Disk defragmenter in Linux
Ed Hill
ed at eh3.com
Fri Dec 30 17:56:11 UTC 2005
On Fri, 2005-12-30 at 10:10 -0600, Mike McCarty wrote:
> Again, the point was that some claim that ext3 does not and will
> not fragment files which are not dynamic. I claimed that fragmentation
> can occur simply due to install of software, which some claimed
> will not and does not occur with ext3. I think that I have demonstrated
> my point. In fact, I was quite shocked that it was as bad as that,
> frankly.
Hi Mike,
OK, fragmentation can and sometimes does occur. You've explained why
and how.
So the next logical question is: what difference, if any, does it make?
Can you or anyone else come up with a way to measure the effect or some
aspect of it? Perhaps a benchmark that shows how application startup
times suffer?
I'm not a filesystems guru, but even so its not at all clear to me that
fragmentation must necessarily cause a big or repeated performance hit.
Given Linux's VM, it seems plausible that an initial file load might
suffer (maybe a lot or maybe a tiny bit?) and that subsequent file
accesses will be from pages already cached in RAM.
We should all keep open minds and, if possible, generate some actual
benchmark data!
Ed
--
Edward H. Hill III, PhD
office: MIT Dept. of EAPS; Rm 54-1424; 77 Massachusetts Ave.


_Try it_
From the first line through the last, transcribe the listing word for word.

◇ ◇ ◇ ◇

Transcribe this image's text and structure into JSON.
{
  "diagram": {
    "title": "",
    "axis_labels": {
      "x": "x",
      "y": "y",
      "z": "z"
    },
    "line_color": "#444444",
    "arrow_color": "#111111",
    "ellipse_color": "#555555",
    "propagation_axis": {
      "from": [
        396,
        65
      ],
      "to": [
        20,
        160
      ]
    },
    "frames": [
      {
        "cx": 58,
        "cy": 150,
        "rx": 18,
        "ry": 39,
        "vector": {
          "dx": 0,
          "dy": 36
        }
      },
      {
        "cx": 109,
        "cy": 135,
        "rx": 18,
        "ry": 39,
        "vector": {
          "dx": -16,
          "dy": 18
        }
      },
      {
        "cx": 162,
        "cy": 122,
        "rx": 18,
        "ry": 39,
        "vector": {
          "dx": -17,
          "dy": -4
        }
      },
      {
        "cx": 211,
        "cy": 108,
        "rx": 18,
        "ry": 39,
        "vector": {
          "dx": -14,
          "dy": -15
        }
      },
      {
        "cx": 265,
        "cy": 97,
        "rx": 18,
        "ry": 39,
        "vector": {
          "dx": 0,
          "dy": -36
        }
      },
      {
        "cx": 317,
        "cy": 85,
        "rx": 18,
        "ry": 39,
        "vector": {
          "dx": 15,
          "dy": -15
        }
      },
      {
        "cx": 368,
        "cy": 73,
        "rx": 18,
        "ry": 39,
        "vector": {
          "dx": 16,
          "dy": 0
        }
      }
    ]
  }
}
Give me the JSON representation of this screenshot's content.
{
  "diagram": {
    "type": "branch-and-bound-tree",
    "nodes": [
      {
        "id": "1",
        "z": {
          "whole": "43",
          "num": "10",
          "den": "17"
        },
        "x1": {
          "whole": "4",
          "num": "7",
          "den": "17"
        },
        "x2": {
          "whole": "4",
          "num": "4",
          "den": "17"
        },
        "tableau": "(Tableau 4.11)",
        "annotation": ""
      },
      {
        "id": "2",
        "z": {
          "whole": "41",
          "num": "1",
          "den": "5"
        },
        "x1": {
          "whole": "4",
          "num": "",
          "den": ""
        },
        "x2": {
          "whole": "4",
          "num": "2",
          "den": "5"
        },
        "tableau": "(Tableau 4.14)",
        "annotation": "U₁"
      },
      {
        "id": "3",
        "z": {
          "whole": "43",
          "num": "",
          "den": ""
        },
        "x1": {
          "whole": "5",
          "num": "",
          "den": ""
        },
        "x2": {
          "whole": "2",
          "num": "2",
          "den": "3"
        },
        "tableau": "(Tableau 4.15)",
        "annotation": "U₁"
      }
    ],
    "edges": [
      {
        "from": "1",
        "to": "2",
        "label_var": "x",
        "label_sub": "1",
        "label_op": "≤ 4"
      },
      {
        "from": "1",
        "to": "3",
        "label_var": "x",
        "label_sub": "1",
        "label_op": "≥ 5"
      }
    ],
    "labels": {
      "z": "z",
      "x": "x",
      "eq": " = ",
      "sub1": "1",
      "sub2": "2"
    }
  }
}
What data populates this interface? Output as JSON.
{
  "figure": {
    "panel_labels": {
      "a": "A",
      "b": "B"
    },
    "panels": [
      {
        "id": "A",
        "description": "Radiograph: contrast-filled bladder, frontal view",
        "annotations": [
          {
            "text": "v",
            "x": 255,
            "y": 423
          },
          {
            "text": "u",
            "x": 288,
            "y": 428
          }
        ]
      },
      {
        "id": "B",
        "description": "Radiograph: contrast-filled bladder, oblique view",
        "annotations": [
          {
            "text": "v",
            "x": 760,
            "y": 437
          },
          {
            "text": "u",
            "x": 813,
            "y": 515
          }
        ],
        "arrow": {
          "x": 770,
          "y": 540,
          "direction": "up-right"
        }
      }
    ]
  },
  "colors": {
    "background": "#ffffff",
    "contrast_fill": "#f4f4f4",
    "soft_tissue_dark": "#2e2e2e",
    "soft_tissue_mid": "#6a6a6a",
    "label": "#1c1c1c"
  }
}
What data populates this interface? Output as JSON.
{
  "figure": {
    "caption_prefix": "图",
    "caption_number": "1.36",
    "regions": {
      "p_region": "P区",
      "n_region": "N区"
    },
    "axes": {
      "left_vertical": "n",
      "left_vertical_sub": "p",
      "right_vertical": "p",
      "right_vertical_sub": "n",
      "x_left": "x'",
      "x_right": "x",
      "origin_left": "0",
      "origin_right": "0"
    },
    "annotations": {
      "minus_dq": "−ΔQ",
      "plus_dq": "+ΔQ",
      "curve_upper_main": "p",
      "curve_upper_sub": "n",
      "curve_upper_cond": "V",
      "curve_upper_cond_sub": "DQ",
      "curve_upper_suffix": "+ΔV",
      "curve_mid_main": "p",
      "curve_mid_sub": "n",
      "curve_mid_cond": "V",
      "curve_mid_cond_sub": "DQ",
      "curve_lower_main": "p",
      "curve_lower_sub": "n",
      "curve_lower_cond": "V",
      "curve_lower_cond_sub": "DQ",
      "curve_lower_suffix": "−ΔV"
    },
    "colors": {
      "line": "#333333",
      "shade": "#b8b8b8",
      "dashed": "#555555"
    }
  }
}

◇ ◇ ◇ ◇

_Response for this exercise_
Transcribe this image's text and structure into JSON.
{
  "diagram": {
    "title": "",
    "axis_labels": {
      "x": "x",
      "y": "y",
      "z": "z"
    },
    "line_color": "#444444",
    "arrow_color": "#111111",
    "ellipse_color": "#555555",
    "propagation_axis": {
      "from": [
        396,
        65
      ],
      "to": [
        20,
        160
      ]
    },
    "frames": [
      {
        "cx": 58,
        "cy": 150,
        "rx": 18,
        "ry": 39,
        "vector": {
          "dx": 0,
          "dy": 36
        }
      },
      {
        "cx": 109,
        "cy": 135,
        "rx": 18,
        "ry": 39,
        "vector": {
          "dx": -16,
          "dy": 18
        }
      },
      {
        "cx": 162,
        "cy": 122,
        "rx": 18,
        "ry": 39,
        "vector": {
          "dx": -17,
          "dy": -4
        }
      },
      {
        "cx": 211,
        "cy": 108,
        "rx": 18,
        "ry": 39,
        "vector": {
          "dx": -14,
          "dy": -15
        }
      },
      {
        "cx": 265,
        "cy": 97,
        "rx": 18,
        "ry": 39,
        "vector": {
          "dx": 0,
          "dy": -36
        }
      },
      {
        "cx": 317,
        "cy": 85,
        "rx": 18,
        "ry": 39,
        "vector": {
          "dx": 15,
          "dy": -15
        }
      },
      {
        "cx": 368,
        "cy": 73,
        "rx": 18,
        "ry": 39,
        "vector": {
          "dx": 16,
          "dy": 0
        }
      }
    ]
  }
}
Give me the JSON representation of this screenshot's content.
{
  "diagram": {
    "type": "branch-and-bound-tree",
    "nodes": [
      {
        "id": "1",
        "z": {
          "whole": "43",
          "num": "10",
          "den": "17"
        },
        "x1": {
          "whole": "4",
          "num": "7",
          "den": "17"
        },
        "x2": {
          "whole": "4",
          "num": "4",
          "den": "17"
        },
        "tableau": "(Tableau 4.11)",
        "annotation": ""
      },
      {
        "id": "2",
        "z": {
          "whole": "41",
          "num": "1",
          "den": "5"
        },
        "x1": {
          "whole": "4",
          "num": "",
          "den": ""
        },
        "x2": {
          "whole": "4",
          "num": "2",
          "den": "5"
        },
        "tableau": "(Tableau 4.14)",
        "annotation": "U₁"
      },
      {
        "id": "3",
        "z": {
          "whole": "43",
          "num": "",
          "den": ""
        },
        "x1": {
          "whole": "5",
          "num": "",
          "den": ""
        },
        "x2": {
          "whole": "2",
          "num": "2",
          "den": "3"
        },
        "tableau": "(Tableau 4.15)",
        "annotation": "U₁"
      }
    ],
    "edges": [
      {
        "from": "1",
        "to": "2",
        "label_var": "x",
        "label_sub": "1",
        "label_op": "≤ 4"
      },
      {
        "from": "1",
        "to": "3",
        "label_var": "x",
        "label_sub": "1",
        "label_op": "≥ 5"
      }
    ],
    "labels": {
      "z": "z",
      "x": "x",
      "eq": " = ",
      "sub1": "1",
      "sub2": "2"
    }
  }
}
What data populates this interface? Output as JSON.
{
  "figure": {
    "panel_labels": {
      "a": "A",
      "b": "B"
    },
    "panels": [
      {
        "id": "A",
        "description": "Radiograph: contrast-filled bladder, frontal view",
        "annotations": [
          {
            "text": "v",
            "x": 255,
            "y": 423
          },
          {
            "text": "u",
            "x": 288,
            "y": 428
          }
        ]
      },
      {
        "id": "B",
        "description": "Radiograph: contrast-filled bladder, oblique view",
        "annotations": [
          {
            "text": "v",
            "x": 760,
            "y": 437
          },
          {
            "text": "u",
            "x": 813,
            "y": 515
          }
        ],
        "arrow": {
          "x": 770,
          "y": 540,
          "direction": "up-right"
        }
      }
    ]
  },
  "colors": {
    "background": "#ffffff",
    "contrast_fill": "#f4f4f4",
    "soft_tissue_dark": "#2e2e2e",
    "soft_tissue_mid": "#6a6a6a",
    "label": "#1c1c1c"
  }
}
What data populates this interface? Output as JSON.
{
  "figure": {
    "caption_prefix": "图",
    "caption_number": "1.36",
    "regions": {
      "p_region": "P区",
      "n_region": "N区"
    },
    "axes": {
      "left_vertical": "n",
      "left_vertical_sub": "p",
      "right_vertical": "p",
      "right_vertical_sub": "n",
      "x_left": "x'",
      "x_right": "x",
      "origin_left": "0",
      "origin_right": "0"
    },
    "annotations": {
      "minus_dq": "−ΔQ",
      "plus_dq": "+ΔQ",
      "curve_upper_main": "p",
      "curve_upper_sub": "n",
      "curve_upper_cond": "V",
      "curve_upper_cond_sub": "DQ",
      "curve_upper_suffix": "+ΔV",
      "curve_mid_main": "p",
      "curve_mid_sub": "n",
      "curve_mid_cond": "V",
      "curve_mid_cond_sub": "DQ",
      "curve_lower_main": "p",
      "curve_lower_sub": "n",
      "curve_lower_cond": "V",
      "curve_lower_cond_sub": "DQ",
      "curve_lower_suffix": "−ΔV"
    },
    "colors": {
      "line": "#333333",
      "shade": "#b8b8b8",
      "dashed": "#555555"
    }
  }
}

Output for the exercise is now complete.